I spent this morning with the staff at Ellesmere College, just south of Chrischurch at one of their teacher only days. I was presenting some ideas about how ICTs can be used to assist in the development of thinking in our students, and referenced the ways in which we can now use technology to help visualise data. In that context I showed them this wonderful site called the History of the Australian web, which allows you to ‘see’ the development of the web in Australia from 2001. The x and y axis can be altered by clicking on the various options along each edge, and the bar across the top references the timeline. Hovering over each ‘bubble’ shows which website it represents, along with other data about that website. Double click on any of the ‘bubble’s and you can then trace their progress over the 8 year period.
What a long way we’ve come since we converted data in tables into graphs in spreadsheets. I’m kinda looking forward to seeing more of this kind of thing, particularly where it is created from real-time data as it is generated.
You’ve probably mentioned this stuff before Derek, but for others following your blog check out the Motion Chart gadget developed by Hans Rosling’s team… “Motion Chart is a free gadget in Google Spreadsheet (an online spreadsheet similar to excel). In motion chart you can convert your data-series into a Gapminder-like graph and put it on your web-page or blog. All you need is a free Google-account.”
For more info on the motion chart visit: http://www.gapminder.org/
Rosling’s work of course features in full-flight on TED talks – his enthusiasm for his statistics barely over-shadowed by the colossal importance of the data he’s sharing… check out: http://www.ted.com/talks/lang/eng/hans_rosling_the_truth_about_hiv.html
Thanks for the heads up on this Andrew – certainly an excellent example of what’s available the data visualisation space.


_YOUR GOAL:_
Write out the records word for word, with no pictures.

Records from a data collection:
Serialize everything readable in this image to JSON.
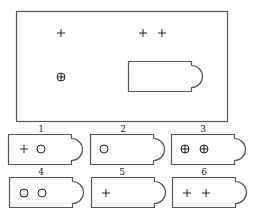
{
  "diagram": {
    "type": "puzzle-card-matching",
    "main_panel": {
      "symbols": [
        {
          "kind": "plus",
          "x": 61,
          "y": 33
        },
        {
          "kind": "plus",
          "x": 143,
          "y": 33
        },
        {
          "kind": "plus",
          "x": 162,
          "y": 33
        },
        {
          "kind": "circled-plus",
          "x": 61,
          "y": 77
        }
      ],
      "card_slot": {
        "x": 128,
        "y": 61,
        "w": 63,
        "h": 30
      }
    },
    "options": [
      {
        "label": "1",
        "symbols": [
          "plus",
          "circle"
        ]
      },
      {
        "label": "2",
        "symbols": [
          "circle"
        ]
      },
      {
        "label": "3",
        "symbols": [
          "circled-plus",
          "circled-plus"
        ]
      },
      {
        "label": "4",
        "symbols": [
          "circle",
          "circle"
        ]
      },
      {
        "label": "5",
        "symbols": [
          "plus"
        ]
      },
      {
        "label": "6",
        "symbols": [
          "plus",
          "plus"
        ]
      }
    ],
    "colors": {
      "stroke": "#555555",
      "symbol": "#222222",
      "background": "#ffffff"
    }
  }
}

_REPLY TO THE TASK:_
Serialize everything readable in this image to JSON.
{
  "diagram": {
    "type": "puzzle-card-matching",
    "main_panel": {
      "symbols": [
        {
          "kind": "plus",
          "x": 61,
          "y": 33
        },
        {
          "kind": "plus",
          "x": 143,
          "y": 33
        },
        {
          "kind": "plus",
          "x": 162,
          "y": 33
        },
        {
          "kind": "circled-plus",
          "x": 61,
          "y": 77
        }
      ],
      "card_slot": {
        "x": 128,
        "y": 61,
        "w": 63,
        "h": 30
      }
    },
    "options": [
      {
        "label": "1",
        "symbols": [
          "plus",
          "circle"
        ]
      },
      {
        "label": "2",
        "symbols": [
          "circle"
        ]
      },
      {
        "label": "3",
        "symbols": [
          "circled-plus",
          "circled-plus"
        ]
      },
      {
        "label": "4",
        "symbols": [
          "circle",
          "circle"
        ]
      },
      {
        "label": "5",
        "symbols": [
          "plus"
        ]
      },
      {
        "label": "6",
        "symbols": [
          "plus",
          "plus"
        ]
      }
    ],
    "colors": {
      "stroke": "#555555",
      "symbol": "#222222",
      "background": "#ffffff"
    }
  }
}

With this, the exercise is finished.